This volume makes available for the first time in English full translations of Book 2 of the Sentences. It consists of forty-four Distinctions and contains an introduction to Book 2, a list of the major chapter headings, and a bibliography.
The principal signs and instruments of grace available to Christians as a result of Christ's redeeming work are the sacraments of the Church - baptism, confirmation, the Eucharist, penance, extreme unction, holy orders, and marriage. These are the main subjects of Book 4 of the Sentences, comprising forty-two of its fifty Distinctions. In particular, penance and marriage (with regard to which the Lombard's consensual theory was to prove extremely influential) receive extensive discussion. The last eight Distinctions are given over to a treatment of the last things: the bodily resurrection, purgation, hell, the last judgement, and eternity. The Book concludes with a reference to a text of Isaias that serves as an allegory of the function and purpose of the Sentences as a whole.

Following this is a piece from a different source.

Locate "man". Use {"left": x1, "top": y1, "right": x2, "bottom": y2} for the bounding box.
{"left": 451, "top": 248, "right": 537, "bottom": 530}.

Book 3 of the Sentences deals with the mystery of the Word made flesh: Christ's incarnation, passion, and death, the consequent restoration of humankind, and the virtues to be practised in imitation of Christ.
This volume makes available for the first time in English full translations of Book 1 of Peter Lombard's Sentences, the work that would win the greatest teacher of the twelfth century a place in Dante's Paradise and would continue to excite generations of students well beyond the Middle Ages.